DAVID G. CAMPBELL, District Judge.
Before the Court is Kayer's motion for reconsideration. (Doc. 84.) Kayer asks the Court to reconsider its order denying the claims raised in his supplemental Martinez brief. (Doc. 81.) For the reasons set forth below, the motion is denied.
"The Court will ordinarily deny a motion for reconsideration of an Order absent a showing of manifest error or a showing of new facts or legal authority that could not have been brought to its attention earlier with reasonable diligence." LRCiv 7.2(g)(1). Kayer asserts that the Court applied an incorrect standard in evaluating his arguments under Martinez v. Ryan, 132 S.Ct. 1309 (2012).
In Martinez, the Supreme Court held that "when a State requires a prisoner to raise an ineffective-assistance-of-trial-counsel claim in a collateral proceeding, a prisoner may establish cause for a default of an ineffective-assistance claim in two circumstances." 132 S. Ct. at 1318. As relevant here, one of those circumstances "is where appointed counsel in the initial-review collateral proceeding, where the claim should have been raised, was ineffective under the standards of Strickland v. Washington, 466 U.S. 668 (1984)." Id. The Court added that "[t]o overcome the default, a prisoner must also demonstrate that the underlying ineffective-assistance-of-trial-counsel claim is a substantial one, which is to say that the prisoner must demonstrate that the claim has some merit." Id.
In addressing Kayer's defaulted claims of ineffective assistance of trial counsel, this Court reviewed Ninth Circuit cases analyzing Martinez, including Clabourne v. Ryan, 745 F.3d 362, 377 (9th Cir. 2014), overruled on other grounds by McKinney v. Ryan, 813 F.3d 798, 818 (9th Cir. 2015) (en banc). (Doc. 81 at 4-5.) In Clabourne the Ninth Circuit held that to demonstrate cause under Martinez a petitioner must establish that post-conviction counsel was ineffective according to the standards of Strickland v. Washington, 466 U.S. 668 (1984). Accordingly, a petitioner must establish that counsel's performance was deficient and that "there was a reasonable probability that, absent the deficient performance, the result of the post-conviction proceedings would have been different." Clabourne, 745 F.3d at 377; see Pizzuto v. Ramirez, 783 F.3d 1171, 1178 (9th Cir. 2015). To establish "prejudice," the petitioner must show that the "underlying ineffective-assistance-of-trial-counsel claim is a substantial one, which is to say that the prisoner must demonstrate that the claim has some merit." Id. Citing Clabourne, this Court found that Kayer's default of the ineffective assistance claims was not excused because post-conviction counsel did not perform at a constitutionally ineffective level. (Doc. 81 at 15-17.)
In his motion for reconsideration, Kayer criticizes the Clabourne framework, which he contends is inconsistent with Martinez and the en banc opinion in Dickens v. Ryan, 740 F.3d 1302 (9th Cir. 2014). (Doc. 84 at 4-5.) Kayer argues that Dickens "requires only a showing that the underlying trial-counsel ineffective assistance of counsel claim is substantial, and not a showing that the outcome of the post-conviction proceeding would have been different." (Doc. 84 at 5.)
The Ninth Circuit recently rejected this argument. In Runningeagle v. Ryan, No. 07-99026, 2016 WL 3213095, at *10 n.13 (9th Cir. June 10, 2016), the court "decline[d] to revisit the Clabourne/Pizzuto standard."
And even if nothing more than a "substantial" claim was required, it has not been shown here. The Court's previous decision correctly identified the test for a "substantial" claim under Martinez. (Doc. 81 at 5 ("a claim is substantial if it meets the standard for issuing a certificate of appealability).) The Court then specifically found that none of Kayer's defaulted ineffective assistance of counsel claims was "substantial" under this test. (Doc. 81 at 9, 12, 13, 15, 17-18.)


◆ Your objective ◆
Go through the records below and copy out every line holding "Creation".

Figure dataset records:
= = = =

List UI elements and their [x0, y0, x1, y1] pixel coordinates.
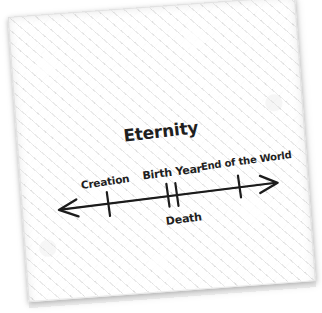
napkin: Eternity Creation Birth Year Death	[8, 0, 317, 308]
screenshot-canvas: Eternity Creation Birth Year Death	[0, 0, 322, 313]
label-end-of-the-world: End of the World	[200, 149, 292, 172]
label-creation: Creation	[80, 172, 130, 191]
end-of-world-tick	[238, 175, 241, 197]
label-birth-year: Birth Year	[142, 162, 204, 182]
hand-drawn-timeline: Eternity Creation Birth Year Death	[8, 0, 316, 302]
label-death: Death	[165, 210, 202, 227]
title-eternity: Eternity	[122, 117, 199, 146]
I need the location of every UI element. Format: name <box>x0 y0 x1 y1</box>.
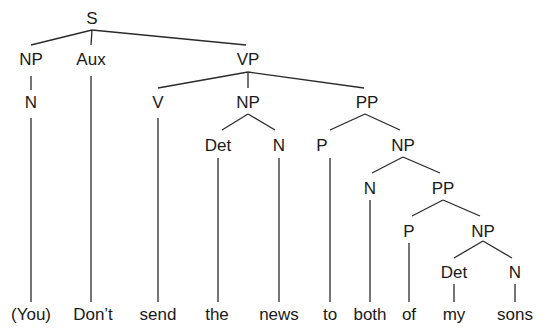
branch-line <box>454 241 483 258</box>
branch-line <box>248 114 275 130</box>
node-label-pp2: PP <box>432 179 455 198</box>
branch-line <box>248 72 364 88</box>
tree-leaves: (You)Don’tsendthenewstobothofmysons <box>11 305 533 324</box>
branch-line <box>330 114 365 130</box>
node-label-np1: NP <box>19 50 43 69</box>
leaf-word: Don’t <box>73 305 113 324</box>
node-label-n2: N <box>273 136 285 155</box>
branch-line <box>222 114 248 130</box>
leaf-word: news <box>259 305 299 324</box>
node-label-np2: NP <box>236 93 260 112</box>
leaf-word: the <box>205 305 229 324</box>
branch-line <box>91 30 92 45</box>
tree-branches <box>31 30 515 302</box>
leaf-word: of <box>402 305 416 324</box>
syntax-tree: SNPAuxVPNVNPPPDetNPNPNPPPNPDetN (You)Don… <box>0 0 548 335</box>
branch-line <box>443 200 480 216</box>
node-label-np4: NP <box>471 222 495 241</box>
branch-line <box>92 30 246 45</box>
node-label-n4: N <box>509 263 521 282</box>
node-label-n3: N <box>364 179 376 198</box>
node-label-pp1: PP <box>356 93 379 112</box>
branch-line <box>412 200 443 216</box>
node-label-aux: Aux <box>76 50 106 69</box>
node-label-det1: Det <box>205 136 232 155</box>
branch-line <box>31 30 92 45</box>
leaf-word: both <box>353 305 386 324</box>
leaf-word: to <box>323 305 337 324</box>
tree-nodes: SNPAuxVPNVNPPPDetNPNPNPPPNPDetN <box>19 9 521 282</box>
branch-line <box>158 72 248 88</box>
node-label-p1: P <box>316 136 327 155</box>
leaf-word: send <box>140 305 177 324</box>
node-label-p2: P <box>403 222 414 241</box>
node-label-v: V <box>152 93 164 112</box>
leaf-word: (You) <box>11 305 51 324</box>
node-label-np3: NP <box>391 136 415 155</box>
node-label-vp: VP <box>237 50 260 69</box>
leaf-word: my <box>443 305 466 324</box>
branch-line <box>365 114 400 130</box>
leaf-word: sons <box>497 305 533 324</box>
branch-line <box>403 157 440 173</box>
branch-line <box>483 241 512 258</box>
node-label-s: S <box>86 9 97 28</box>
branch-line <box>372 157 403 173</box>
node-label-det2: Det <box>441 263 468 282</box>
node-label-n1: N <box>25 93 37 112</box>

= = = =

◆ Solution for this problem ◆
napkin: Eternity Creation Birth Year Death	[8, 0, 317, 308]
screenshot-canvas: Eternity Creation Birth Year Death	[0, 0, 322, 313]
label-creation: Creation	[80, 172, 130, 191]
hand-drawn-timeline: Eternity Creation Birth Year Death	[8, 0, 316, 302]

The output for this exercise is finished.